The Sound and the Fury
March 21
There is a belief among some literary folk that you should never meet your favourite author, for fear of the fantasy it will dispel. Some argue that much loved playwright William Shakespeare, for example, was a fantastic git but thankfully you’ll never know for sure.
If you haven’t met them, or read their interviews, an author remains largely a blank page. We know them through their stories, their style, the characters they write. On top of this we assume auto-biographical undertones, impose our own inflection, accents and pitch. We imagine that their speaking voice should mirror their written one. Generally speaking though, this is not so.
Last year, the British Library released two CDs of rare author recordings (one American and one British), mostly taken from BBC radio archives.
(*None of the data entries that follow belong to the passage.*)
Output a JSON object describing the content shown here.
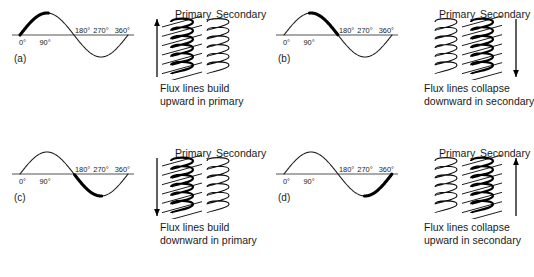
{
  "figure": {
    "background_color": "#ffffff",
    "axis_color": "#8c8c8c",
    "wave_color": "#1a1a1a",
    "highlight_color": "#000000"
  },
  "axis_labels": {
    "deg_0": "0°",
    "deg_90": "90°",
    "deg_180": "180°",
    "deg_270": "270°",
    "deg_360": "360°"
  },
  "coil_headings": {
    "primary": "Primary",
    "secondary": "Secondary"
  },
  "panels": [
    {
      "tag": "(a)",
      "caption_line1": "Flux lines build",
      "caption_line2": "upward in primary",
      "highlight_segment": "0°–90°",
      "highlight_start_deg": 0,
      "highlight_end_deg": 95,
      "flux_on": "primary",
      "arrow_direction": "up",
      "arrow_side": "left"
    },
    {
      "tag": "(b)",
      "caption_line1": "Flux lines collapse",
      "caption_line2": "downward in secondary",
      "highlight_segment": "90°–180°",
      "highlight_start_deg": 85,
      "highlight_end_deg": 180,
      "flux_on": "secondary",
      "arrow_direction": "down",
      "arrow_side": "right"
    },
    {
      "tag": "(c)",
      "caption_line1": "Flux lines build",
      "caption_line2": "downward in primary",
      "highlight_segment": "180°–270°",
      "highlight_start_deg": 182,
      "highlight_end_deg": 272,
      "flux_on": "primary",
      "arrow_direction": "down",
      "arrow_side": "left"
    },
    {
      "tag": "(d)",
      "caption_line1": "Flux lines collapse",
      "caption_line2": "upward in secondary",
      "highlight_segment": "270°–360°",
      "highlight_start_deg": 268,
      "highlight_end_deg": 360,
      "flux_on": "secondary",
      "arrow_direction": "up",
      "arrow_side": "right"
    }
  ],
  "chart_data": {
    "type": "line",
    "xlabel": "",
    "ylabel": "",
    "x": [
      0,
      90,
      180,
      270,
      360
    ],
    "tick_labels": [
      "0°",
      "90°",
      "180°",
      "270°",
      "360°"
    ],
    "xlim": [
      0,
      360
    ],
    "ylim": [
      -1,
      1
    ],
    "grid": false,
    "legend": "none",
    "series": [
      {
        "name": "sine",
        "values": [
          0,
          1,
          0,
          -1,
          0
        ]
      }
    ],
    "highlighted_quarters": [
      {
        "panel": "(a)",
        "range_deg": [
          0,
          90
        ]
      },
      {
        "panel": "(b)",
        "range_deg": [
          90,
          180
        ]
      },
      {
        "panel": "(c)",
        "range_deg": [
          180,
          270
        ]
      },
      {
        "panel": "(d)",
        "range_deg": [
          270,
          360
        ]
      }
    ]
  }
}
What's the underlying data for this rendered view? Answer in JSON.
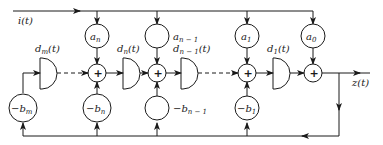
{
  "diagram": {
    "type": "signal-flow",
    "input_label": "i(t)",
    "output_label": "z(t)",
    "adder_symbol": "+",
    "coefficient_nodes": [
      {
        "id": "an",
        "label": "a",
        "sub": "n"
      },
      {
        "id": "an1",
        "label": "a",
        "sub": "n − 1"
      },
      {
        "id": "a1",
        "label": "a",
        "sub": "1"
      },
      {
        "id": "a0",
        "label": "a",
        "sub": "0"
      }
    ],
    "feedback_nodes": [
      {
        "id": "bm",
        "label": "−b",
        "sub": "m"
      },
      {
        "id": "bn",
        "label": "−b",
        "sub": "n"
      },
      {
        "id": "bn1",
        "label": "−b",
        "sub": "n − 1"
      },
      {
        "id": "b1",
        "label": "−b",
        "sub": "1"
      }
    ],
    "delay_elements": [
      {
        "id": "dm",
        "label": "d",
        "sub": "m",
        "suffix": "(t)"
      },
      {
        "id": "dn",
        "label": "d",
        "sub": "n",
        "suffix": "(t)"
      },
      {
        "id": "dn1",
        "label": "d",
        "sub": "n − 1",
        "suffix": "(t)"
      },
      {
        "id": "d1",
        "label": "d",
        "sub": "1",
        "suffix": "(t)"
      }
    ]
  }
}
Brief snippets reveal voices vastly different (in a good and bad way) to what you might expect. Virginia Woolf is prim and almost stuffy, with clipped vowels and a tone as dry as English gin. Vladamir Nabokov is wonderfully theatrical when asked if writing is pleasure or drudgery, sounding grand, melancholy and almost tortured. According to Richard Fairman, who produced the CDs, this stilted speech may have been a product of early broadcasting: ‘They tended to be prepared talks, and the person would sit down — and no doubt dressed up very smartly — in front of a microphone and they would read off the page.’
Andrew O’Hagan, who reviewed the compilation for the London Review of Books, writes that Author Conan Doyle, ‘whom one expects to sound like Basil Rathbon’ in face sounds ‘like Gordon Brown’. Equally, ‘James Baldwin tells us he’s a blues singer but he sounds like Prince Charles. Raymond Chandler sounds like someone who had recently downed a quart of bourbon (he had) and Saul Bellow’s voice is nearly musical (in the way of an advertising jingle) with self-belief.’
You can hear a brief snippet of F. Scott Fitzgerald, Arthur Conan Doyle, Virginia Woolf and Vladamir Nabokov here. http://www.npr.org/templates/story/story.php?storyId=96030704 (After hearing Nabokov speak, try to imagine him reading the first line of Lolita in such a way: ‘Lolita, light of my life, fire of my loins. My sin, my soul. Lo-lee-ta: the tip of the tongue taking a trip of three steps down the palate to tap, at three, on the teeth. Lo. Lee. Ta.’ It’s rather entertaining).